Credit: DRF
First Published: 21 April 2012
By David Grening
– There were 451 horses claimed during Aqueduct’s inner-track meet and another 94 have been haltered since the main track opened on March 21.
The poster child for all this activity might be Full of Gut, who has been claimed in each of her last four starts and seven times in her career. Why so popular? Perhaps her record of 12 wins from 27 career starts has something to do with it.
“She obviously knows how to win,” said trainer Linda Rice, who claimed Full of Gut for $14,000 on March 25 and sends her out in an optional claimer going six furlongs Wednesday at Aqueduct. “We all like those kind.”
Full of Gut will be offered for $25,000 on a Wednesday card that begins with a pick-six carryover of $33,988. Full of Gut is one of seven fillies and mares entered in the $62,000 race, which also has a first-level allowance condition. Full of Gut has 12 wins; the other six horses have combined for 14.
“There might be a horse or two in there that’s just better than her, but some horses just have a knack, they just manage to get it done and others don’t,” said Rice, who trains Full of Gut for Barry Ostrager.
This is the second time Rice has had Full of Gut in her barn. In Marc 2011, Rice claimed Full of Gut for $25,000 and got two wins and a third out of her before losing her two months later for $20,000 to Richard Dutrow Jr.
Rice said that when she first got Full of Gut the mare had her issues.
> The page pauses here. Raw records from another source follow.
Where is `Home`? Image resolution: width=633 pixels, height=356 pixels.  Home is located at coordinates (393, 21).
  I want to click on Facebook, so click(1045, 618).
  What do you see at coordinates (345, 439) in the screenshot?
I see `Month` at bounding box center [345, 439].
Rice said she needed noted equine hoof specialist Ian McKinlay to rebuild a bad foot. Also, Full of Gut underwent surgery to repair an entrapped epiglottis.
“We did entrapment surgery and rebuilt that foot and I think it turned her into a new horse,” Rice said.
Full of Gut has won 6 of 10 starts since then, including a $14,000 claimer on March 25 in her first start over the main track, when she ran for trainer Chris Englehart.
“I thought she ran very well that day,” Rice said. “I’ve seen her stumble a little at the start and she wants to drift out a little bit in the stretch, which she did when I had her before. Sometimes she appears a little better than others. I thought she looked very good the other day.”
Natalie Victoria was beaten as the 2-5 favorite last out and makes her first start off the David Jacobson claim in this spot. Naughty or Nice is a well-bred daughter of Bernardini who comes off a maiden win in the mud over the inner track on March 1.
There are a couple of other allowance races on the program, including the seventh, a second-level sprint that marks the New York debut of Linda Winz, who is coming off a victory in a stakes race for California-breds at Santa Anita on March 17. She makes her first start for Dutrow.
The card begins with a second-level allowance race on the turf for New York-breds topped by East of Danzig and the uncoupled Rice-trained entry of Talk Therapy and Good Prospect.